Giovanni Paisiello's short aria Nel Cor is brisk and very pretty. Popular with both male and female singers, this little opera aria is perfect for students just venturing into classical vocal music.
Perhaps because it IS such a short aria, more advanced and professional singers frequently
repeat the melody, with variations and embellishments, once or even twice.
Below are three traditional versions of the melody which differ very slightly from each other. I have offered them in three different keys:
This song provides a good example of how a tricky spot in a song can be turned into an exercise. At the word "la" which follows "brillar" in version 3, the descending thirty-second notes are difficult to execute crisply, so I asked my "sometime" teacher (John d"Armand of Juneau, Alaska) for some advice. Should I place emphasis on the first note in the group? No, he suggested placing a bit of stress on the second note -- and indeed, this helped.
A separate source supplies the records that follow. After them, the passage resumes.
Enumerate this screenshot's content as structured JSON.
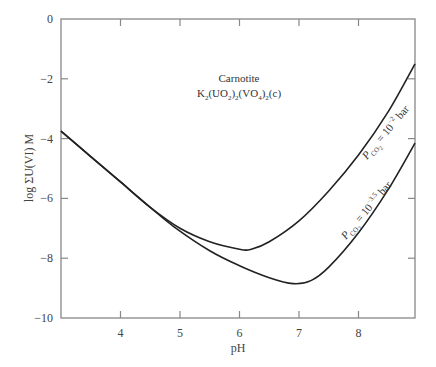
{
  "chart_data": {
    "type": "line",
    "title": "",
    "xlabel": "pH",
    "ylabel": "log ΣU(VI) M",
    "xlim": [
      3,
      8.95
    ],
    "ylim": [
      -10,
      0
    ],
    "xticks": [
      4,
      5,
      6,
      7,
      8
    ],
    "yticks": [
      0,
      -2,
      -4,
      -6,
      -8,
      -10
    ],
    "xtick_labels": [
      "4",
      "5",
      "6",
      "7",
      "8"
    ],
    "ytick_labels": [
      "0",
      "−2",
      "−4",
      "−6",
      "−8",
      "−10"
    ],
    "grid": false,
    "legend": "none (inline curve labels)",
    "annotations": [
      {
        "text": "Carnotite",
        "x": 6.0,
        "y": -2.05
      },
      {
        "text": "K2(UO2)2(VO4)2(c)",
        "x": 6.0,
        "y": -2.55
      }
    ],
    "series": [
      {
        "name": "PCO2 = 10^-2 bar",
        "x": [
          3.0,
          3.5,
          4.0,
          4.5,
          5.0,
          5.5,
          6.0,
          6.2,
          6.5,
          7.0,
          7.5,
          8.0,
          8.5,
          8.95
        ],
        "y": [
          -3.75,
          -4.6,
          -5.45,
          -6.3,
          -7.0,
          -7.45,
          -7.7,
          -7.7,
          -7.45,
          -6.75,
          -5.75,
          -4.55,
          -3.1,
          -1.5
        ]
      },
      {
        "name": "PCO2 = 10^-3.5 bar",
        "x": [
          3.0,
          3.5,
          4.0,
          4.5,
          4.9,
          5.5,
          6.0,
          6.5,
          6.9,
          7.2,
          7.5,
          8.0,
          8.5,
          8.95
        ],
        "y": [
          -3.75,
          -4.6,
          -5.45,
          -6.3,
          -6.95,
          -7.75,
          -8.25,
          -8.65,
          -8.85,
          -8.75,
          -8.3,
          -7.15,
          -5.7,
          -4.15
        ]
      }
    ]
  },
  "labels": {
    "annotation_line1": "Carnotite",
    "annotation_line2_main": "K",
    "xlabel": "pH",
    "ylabel": "log ΣU(VI) M",
    "curve1_prefix": "P",
    "curve1_sub": "CO",
    "curve1_eq": " = 10",
    "curve1_exp": "−2",
    "curve1_unit": " bar",
    "curve2_prefix": "P",
    "curve2_sub": "CO",
    "curve2_eq": " = 10",
    "curve2_exp": "−3.5",
    "curve2_unit": " bar"
  }
}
So I also turned it into an exercise: "lah-AH-ah-ah, lah-AH-ah-ah, lah-AH-ah-ah, lah-AH-ah-ah." Sung several times over and over, this greatly helped my and students' facility in that passage!
For the piano accompaniments for you or an accompanist, look for these three books:
26 Italian Songs and Arias, Classical Contest Solos,24 Italian Songs and Arias.
All these books now come with a CD. The version in the book edited by John Paton (26 Songs) can be used as a solo or as a duet. (His lyrics differ slightly from the other
versions, and also his accompaniments are sparser, in an attempt to more nearly approximate the original accompaniments. The other books' accompaniments have a lusher, more Romantic feeling.)
One of my senior high school students sang this piece last year for two singing auditions. Despite my misgivings about using Nel Cor, as it is so well-known (it seems to be in all the
major Italian collections), my voice student gained access into a musical group in the first instance, and received a college music scholarship in the second case.
Perhaps it makes it that much easier for judges to compare students during singing auditions if they are all singing the same songs!